John H. McDowell - Review of Suzanne Oakdale, Amazonian Cosmopolitans: Navigating a Shamanic Cosmos, Shifting Indigenous Policies, and Other Modern Projects


Suzanne Oakdale’s Amazonian Cosmopolitans: Navigating a Shamanic Cosmos, Shifting Indigenous Policies, and Other Modern Projects is a welcome sequel to her 2005 study, I Foresee My Life: The Ritual Performance of Autobiography in an Amazonian Community. Both focus on the Kayabi, or as they are now known, the Kawaiwete, an Indigenous people who relocated to what is today the Xingu Indigenous Park in Brazil’s Amazonian region, and both books dwell on autobiography as a meaning-making exercise. But if the earlier volume could be said to be inward-looking, absorbed with ritual performances and political oratory as these construct community, the present volume is more outward-looking, exploring through oral-history narratives the multiple ways the Kawaiwete have experienced and also participated in evolving efforts to accommodate original communities into the Brazilian nation. Amazonian Cosmopolitans features autobiographical narratives documented by Oakdale in the 1990s, performed by two stars we met in I Foresee My Life, Sabino and Prepori, but now we find them describing their involvement in national projects of first, pacification, then, assimilation, and more recently, of an isolationist strategy that seeks to conserve a somewhat generic Indigenous identity in Xingu as “the image of the Brazilian Indian” becomes “a unifying national symbol” (108).

Roughly half of Amazonian Cosmopolitans has previously appeared in articles and chapters, but this book includes plenty of fresh material – three new chapters and a new conclusion – and a seamless integration of the new and the old into a compelling treatment of the Kawaiwete entering modernity. At the heart of the argument here, as the title would suggest, is the concept of cosmopolitanism. There are several cosmopolitanisms named in this book, and at moments the reader could be pardoned for wondering if the concept is being overworked. But on inspection, I find Oakdale’s deployment of the term to offer a salutary corrective to ethnohistorical accounts that picture Indigenous people as passive recipients of forces impacting them from the outside. For Oakdale, a cosmopolitan stance entails “an ability to live across social boundaries and in more than one kind of world simultaneously” (197). But rather than the debonair “citizen of the world,” we encounter in Amazonian Cosmopolitans the stories of two Kawaiwete men who transcend their tribal origins and become conversant with other Indigenous peoples of the zone; with Brazilian nationals, such as the Villas Bôas brothers, working in the pacification project; with agents of the rubber-extraction industry; and with anthropologists and other visitors from abroad, who come to the Xingu in search of its ethnographic treasures. Perhaps the most surprising of these assertions of cosmopolitanism is Prepori’s cosmological cosmopolitanism; Prepori, Kawaiwete shaman, engages with animals as “fellow persons” and can take on attributes of these spirit presences. According to Oakdale, this travel among spirits made it easier for Prepori to travel among the tribes as he assisted in gathering residents for the Xingu reserve.

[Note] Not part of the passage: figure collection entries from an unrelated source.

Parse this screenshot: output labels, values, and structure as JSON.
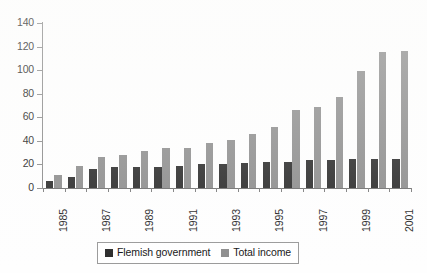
{
  "chart_data": {
    "type": "bar",
    "title": "",
    "subtitle": "",
    "xlabel": "",
    "ylabel": "",
    "ylim": [
      0,
      140
    ],
    "yticks": [
      0,
      20,
      40,
      60,
      80,
      100,
      120,
      140
    ],
    "grid": false,
    "legend_position": "bottom",
    "categories": [
      "1985",
      "1986",
      "1987",
      "1988",
      "1989",
      "1990",
      "1991",
      "1992",
      "1993",
      "1994",
      "1995",
      "1996",
      "1997",
      "1998",
      "1999",
      "2000",
      "2001"
    ],
    "visible_xtick_labels": [
      "1985",
      "1987",
      "1989",
      "1991",
      "1993",
      "1995",
      "1997",
      "1999",
      "2001"
    ],
    "series": [
      {
        "name": "Flemish government",
        "color": "#2a2a2a",
        "values": [
          6,
          9,
          16,
          18,
          18,
          18,
          19,
          20,
          20,
          21,
          22,
          22,
          24,
          24,
          25,
          25,
          25
        ]
      },
      {
        "name": "Total income",
        "color": "#8d8d8d",
        "values": [
          11,
          19,
          26,
          28,
          31,
          34,
          34,
          38,
          41,
          46,
          52,
          66,
          69,
          77,
          99,
          115,
          116
        ]
      }
    ]
  },
  "legend": {
    "items": [
      {
        "label": "Flemish government",
        "swatch": "dark"
      },
      {
        "label": "Total income",
        "swatch": "gray"
      }
    ]
  },
  "axis": {
    "y_labels": [
      "140",
      "120",
      "100",
      "80",
      "60",
      "40",
      "20",
      "0"
    ]
  }
}
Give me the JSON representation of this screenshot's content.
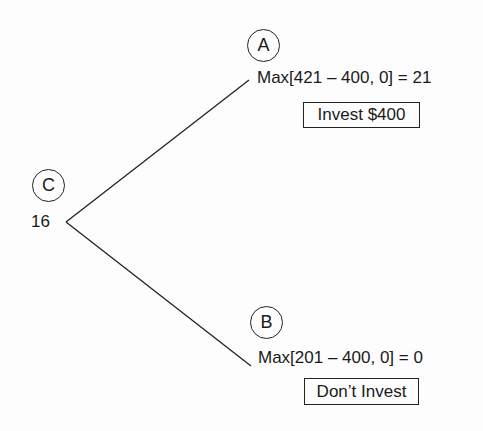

Folklorists will want to turn to the 2005 study, I Foresee My Life, for in-depth description of Kawaiwete ritual practices, but expressive culture does pop up in consequential ways in Amazonian Cosmopolitans. We do not get a sustained treatment of the Maraka healing songs, but references to them occur repeatedly in Prepori’s narrative as he describes establishing kinship with other Indigenous groups and naturalizing for them the idea of the Xingu reserve. Nor do we get a detailed account of the Jawosi rituals, an important ceremonial nexus of the community, but we see that they constitute an important theme in Sabino’s account of his cultural moorings, and in a remarkable twist of irony, we learn that, to consolidate his role as a capitâo in the SPI (Indian Protection Service), part of the national bureaucracy, Sabino “needed to fall back on the power of his Indigenous traditions, such as Jawosi singing – the same traditions he should, according to assimilationist logic, have been moving away from” (92-3). Oakdale tells us, incidentally, that both Prepori and Sabino were excellent Jawosi singers in their old age.

Expressive culture in material form, we learn, played an important role in conceptualizing the Xingu reserve. A ubiquitous cultural artifact, the woven-bark belt known as the uluri, served as an interethnic marker and made it plausible to gather together tribal peoples speaking different languages and, in some cases, nurturing historical enmities. And, as the Xingu project continued to take shape, the notion of a uniform cultural system took hold, sharing, according to Oakdale, “values of peacefulness and generosity as well as myths, material culture, and rituals” (140). Indeed, this common ground insured that Prepori and Sabino, adept in their own traditions, were able to connect effectively with people of other Indigenous groups of the region as they participated in the migration of tribes into the Xingu reserve.

At the heart of Amazonian Cosmopolitans are the life-stories told by Sabino and Prepori. Oakdale is generous in allotting space to these accounts, bracketing them in segments with her own interspersed commentary. The personalities of both narrators shine through in their recollections and reflections on events spanning several decades, as each of them played his part in shaping the progress of the Xingu project. The story segments are presented in short-paragraph format, each paragraph corresponding to the utterance of a complete thought. Helpfully, the bits in Portuguese are placed in Italics, visually set off from the balance, conveyed to Oakdale in the Kayabi language. The transcripts are peppered with exclamations and instances of sound symbolism and onomatopoeia, lending them the feel of natural conversation. I think Oakdale does a nice job of respecting the materiality of the original while creating prose that is congenial to the reader.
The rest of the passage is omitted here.